PFAS – per- and polyfluoroalkyl substances – are often referred to as “forever pollutants.” They are man-made chemical compounds used in thousands of everyday products: from non-stick coatings to waterproof fabrics, from food packaging to cosmetics, up to industrial and medical applications. Their strength is also their problem: they are extremely stable and persistent.
This persistence causes PFAS to accumulate in the environment, water, soil and the human body. Numerous epidemiological studies associate exposure to these substances with elevated cholesterol, reduced response to vaccines and an increased risk of certain tumors, particularly kidney and testicular, in the most exposed populations.
The PFAS family is very vast: tens of thousands of theoretical chemical structures are estimated, while those actually produced and used are still several thousand. And it is precisely this breadth that makes an apparently technical question central: what exactly do we define as PFAS?
The answer is not neutral. It depends on which substances will be monitored, regulated and reclaimed. And which ones, however, risk remaining off the radar.
The OECD definition: a scientific fixed point
In 2021, the Organization for Economic Co-operation and Development (OECD) adopted a definition of PFAS based solely on chemical structure. A work that is the result of a transparent process that involved university researchers, regulatory authorities and representatives of the chemical industry.
According to the OECD definition, PFAS is any substance that contains at least one fully fluorinated methyl or methylene carbon atom, i.e. free of hydrogen or other halogens. In practical terms, PFAS includes any molecule that contains at least one group: –CF₃ (perfluorinated methyl); –CF₂– (perfluorinated methylene).
This is a clear, structural and easily applicable criterion, designed precisely to avoid the ambiguities that in the past had excluded some fluorinated substances purely due to definitional limits.
The attempt to narrow the field
A group of 20 international scientists, with specific expertise in chemistry and regulation, recently expressed strong concern about attempts to introduce an alternative and more restrictive definition of PFAS, also discussed in fields related to IUPAC, the International Union of Pure and Applied Chemistry.
According to the authors, these attempts are not motivated by new scientific evidence, but by political and economic considerations. The risk is that a narrower definition, if endorsed by a reference scientific body, could provide a sort of technical legitimacy to less stringent regulatory policies.
The categories that some proposals would aim to exclude include: fluorinated gases (F-gas), trifluoroacetic acid (TFA), fluorinated polymers. According to the OECD definition, however, all these substances are PFAS.
Because these exclusions are controversial
Many F-gases contain at least one fully fluorinated carbon and can persist in the environment or degrade to form TFA. TFA, in turn, is one of the smallest and most persistent PFAS, now widespread in waters.
Fluorinated polymers, often excluded from the regulatory debate due to the lack of evidence of toxicity during use, still remain PFAS from a chemical point of view: the classification does not depend on the immediate danger, but on the molecular structure.

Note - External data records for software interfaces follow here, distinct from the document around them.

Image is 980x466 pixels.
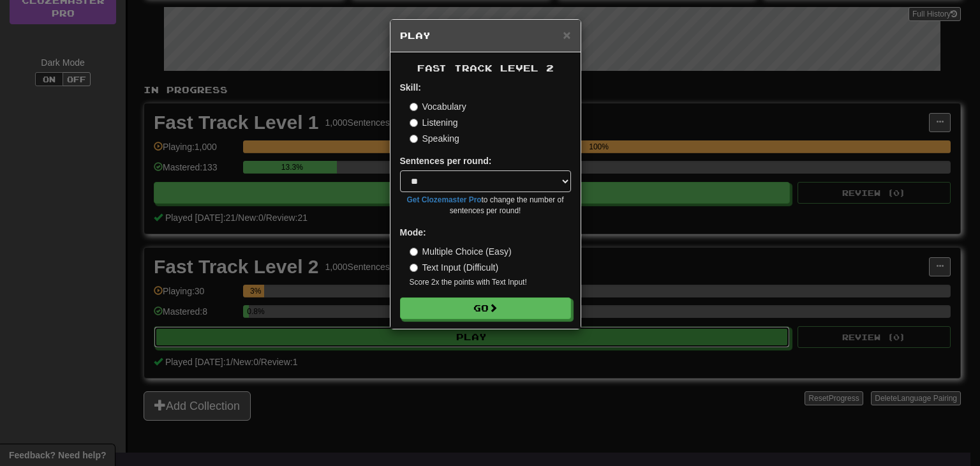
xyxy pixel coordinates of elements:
label: Multiple Choice (Easy) [410,245,512,258]
button: Go [400,297,571,319]
strong: Mode: [400,227,426,237]
input: Vocabulary [410,103,418,111]
label: Speaking [410,132,460,145]
h5: Play [400,29,571,42]
span: Fast Track Level 2 [418,63,554,74]
label: Listening [410,116,458,129]
button: Close [562,28,570,41]
small: to change the number of sentences per round! [400,195,571,216]
label: Vocabulary [410,100,467,113]
strong: Skill: [400,82,421,93]
label: Sentences per round: [400,154,492,167]
input: Listening [410,119,418,127]
a: Get Clozemaster Pro [407,195,482,204]
span: × [562,28,570,42]
input: Speaking [410,134,418,143]
label: Text Input (Difficult) [410,261,499,274]
input: Text Input (Difficult) [410,263,418,272]
small: Score 2x the points with Text Input ! [410,277,571,288]
input: Multiple Choice (Easy) [410,248,418,256]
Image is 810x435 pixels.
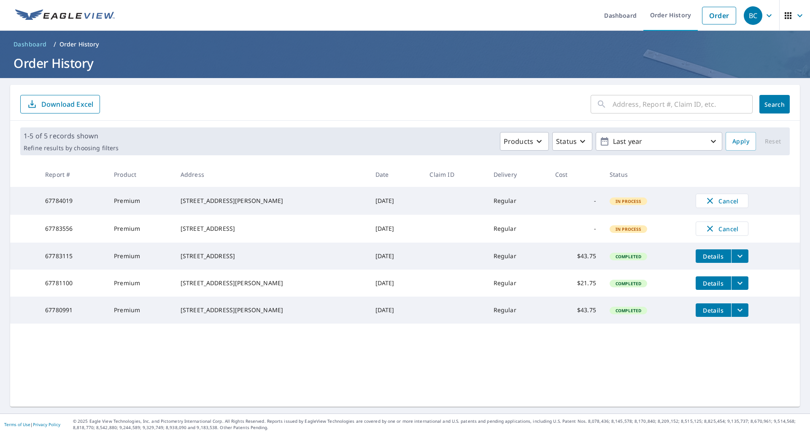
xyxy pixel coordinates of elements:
[702,7,736,24] a: Order
[766,100,783,108] span: Search
[369,270,423,297] td: [DATE]
[549,297,603,324] td: $43.75
[369,162,423,187] th: Date
[611,198,647,204] span: In Process
[611,308,647,314] span: Completed
[556,136,577,146] p: Status
[705,224,740,234] span: Cancel
[731,303,749,317] button: filesDropdownBtn-67780991
[549,270,603,297] td: $21.75
[10,38,800,51] nav: breadcrumb
[107,215,174,243] td: Premium
[500,132,549,151] button: Products
[107,162,174,187] th: Product
[107,187,174,215] td: Premium
[552,132,592,151] button: Status
[181,252,362,260] div: [STREET_ADDRESS]
[369,187,423,215] td: [DATE]
[744,6,763,25] div: BC
[603,162,689,187] th: Status
[504,136,533,146] p: Products
[731,249,749,263] button: filesDropdownBtn-67783115
[20,95,100,114] button: Download Excel
[181,197,362,205] div: [STREET_ADDRESS][PERSON_NAME]
[549,243,603,270] td: $43.75
[24,144,119,152] p: Refine results by choosing filters
[596,132,722,151] button: Last year
[487,162,549,187] th: Delivery
[369,243,423,270] td: [DATE]
[181,225,362,233] div: [STREET_ADDRESS]
[705,196,740,206] span: Cancel
[38,187,107,215] td: 67784019
[696,222,749,236] button: Cancel
[369,297,423,324] td: [DATE]
[610,134,709,149] p: Last year
[10,38,50,51] a: Dashboard
[369,215,423,243] td: [DATE]
[696,276,731,290] button: detailsBtn-67781100
[487,270,549,297] td: Regular
[38,270,107,297] td: 67781100
[549,162,603,187] th: Cost
[701,306,726,314] span: Details
[38,215,107,243] td: 67783556
[701,252,726,260] span: Details
[60,40,99,49] p: Order History
[726,132,756,151] button: Apply
[760,95,790,114] button: Search
[24,131,119,141] p: 1-5 of 5 records shown
[731,276,749,290] button: filesDropdownBtn-67781100
[41,100,93,109] p: Download Excel
[613,92,753,116] input: Address, Report #, Claim ID, etc.
[73,418,806,431] p: © 2025 Eagle View Technologies, Inc. and Pictometry International Corp. All Rights Reserved. Repo...
[4,422,30,427] a: Terms of Use
[611,226,647,232] span: In Process
[33,422,60,427] a: Privacy Policy
[107,270,174,297] td: Premium
[423,162,487,187] th: Claim ID
[696,194,749,208] button: Cancel
[10,54,800,72] h1: Order History
[487,187,549,215] td: Regular
[38,243,107,270] td: 67783115
[549,187,603,215] td: -
[611,254,647,260] span: Completed
[549,215,603,243] td: -
[14,40,47,49] span: Dashboard
[181,306,362,314] div: [STREET_ADDRESS][PERSON_NAME]
[701,279,726,287] span: Details
[733,136,749,147] span: Apply
[107,243,174,270] td: Premium
[181,279,362,287] div: [STREET_ADDRESS][PERSON_NAME]
[696,249,731,263] button: detailsBtn-67783115
[38,297,107,324] td: 67780991
[696,303,731,317] button: detailsBtn-67780991
[487,215,549,243] td: Regular
[107,297,174,324] td: Premium
[15,9,115,22] img: EV Logo
[611,281,647,287] span: Completed
[54,39,56,49] li: /
[4,422,60,427] p: |
[487,297,549,324] td: Regular
[487,243,549,270] td: Regular
[174,162,369,187] th: Address
[38,162,107,187] th: Report #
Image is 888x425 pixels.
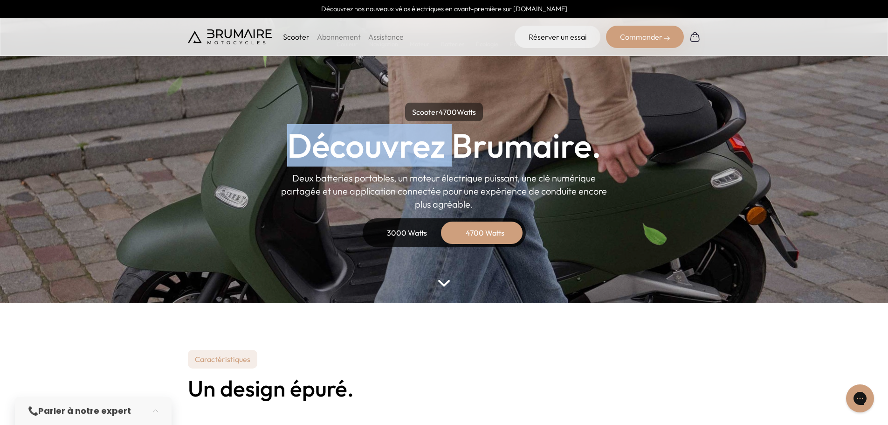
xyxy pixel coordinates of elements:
[448,221,522,244] div: 4700 Watts
[281,171,607,211] p: Deux batteries portables, un moteur électrique puissant, une clé numérique partagée et une applic...
[439,107,457,117] span: 4700
[368,32,404,41] a: Assistance
[606,26,684,48] div: Commander
[188,350,257,368] p: Caractéristiques
[514,26,600,48] a: Réserver un essai
[438,280,450,287] img: arrow-bottom.png
[317,32,361,41] a: Abonnement
[188,376,700,400] h2: Un design épuré.
[841,381,878,415] iframe: Gorgias live chat messenger
[689,31,700,42] img: Panier
[283,31,309,42] p: Scooter
[188,29,272,44] img: Brumaire Motocycles
[664,35,670,41] img: right-arrow-2.png
[287,129,601,162] h1: Découvrez Brumaire.
[405,103,483,121] p: Scooter Watts
[370,221,444,244] div: 3000 Watts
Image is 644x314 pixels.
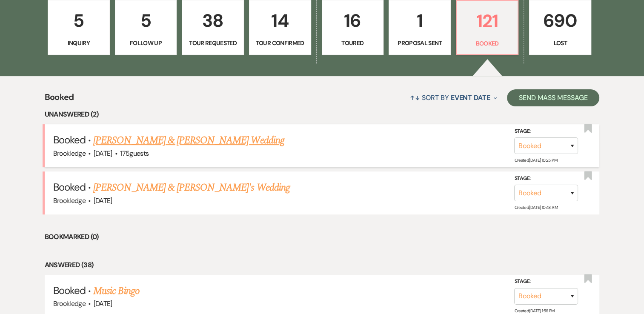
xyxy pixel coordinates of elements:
p: Follow Up [121,38,172,48]
span: Created: [DATE] 1:56 PM [514,308,554,313]
span: [DATE] [94,299,112,308]
p: 38 [187,7,238,35]
span: Booked [53,284,85,297]
label: Stage: [514,127,578,136]
span: Brookledge [53,299,86,308]
a: [PERSON_NAME] & [PERSON_NAME] Wedding [93,133,284,148]
p: 1 [394,7,445,35]
li: Unanswered (2) [45,109,600,120]
p: 5 [53,7,104,35]
a: Music Bingo [93,283,139,299]
label: Stage: [514,277,578,286]
p: 14 [255,7,306,35]
span: Booked [53,181,85,193]
span: Brookledge [53,149,86,158]
p: Proposal Sent [394,38,445,48]
p: Lost [535,38,586,48]
span: Booked [53,133,85,146]
label: Stage: [514,174,578,184]
span: [DATE] [94,196,112,205]
p: Tour Confirmed [255,38,306,48]
span: 175 guests [120,149,148,158]
p: Toured [328,38,379,48]
span: Created: [DATE] 10:25 PM [514,157,557,163]
a: [PERSON_NAME] & [PERSON_NAME]'s Wedding [93,180,290,196]
li: Bookmarked (0) [45,232,600,243]
span: Brookledge [53,196,86,205]
li: Answered (38) [45,259,600,271]
span: [DATE] [94,149,112,158]
p: 121 [462,7,513,35]
p: Inquiry [53,38,104,48]
span: Booked [45,91,74,109]
p: 690 [535,7,586,35]
button: Send Mass Message [507,89,600,106]
p: 16 [328,7,379,35]
p: 5 [121,7,172,35]
p: Tour Requested [187,38,238,48]
button: Sort By Event Date [406,86,500,109]
span: Event Date [451,93,490,102]
p: Booked [462,39,513,48]
span: Created: [DATE] 10:48 AM [514,205,557,210]
span: ↑↓ [410,93,420,102]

For the signatory scientists, excluding these categories is not a scientific choice, but a political decision.
Chemical definition and regulatory choices
A central point of the debate concerns the distinction between definition and regulation. The OECD definition only establishes what a PFAS is from a chemical point of view; it does not say how these substances should be regulated.
It is up to governments and institutions to decide on any exemptions, derogations or specific areas of application, as already happens in various regulatory contexts. But, the authors point out, bending the chemical definition to justify political choices is misleading.
The risk of generating confusion
The introduction of alternative definitions could lead to confusion at an international level, with inconsistent and contradictory regulations between countries. A lack of harmonization would also make monitoring activities more difficult, such as the use of total PFAS analysis methods, which are now essential for a more complete assessment of contamination. Regulators, businesses, citizens and the environment would be affected.
According to scientists, there is no evidence that the OECD definition is wrong or problematic. On the contrary, it represents a solid and shared basis for tackling a complex problem.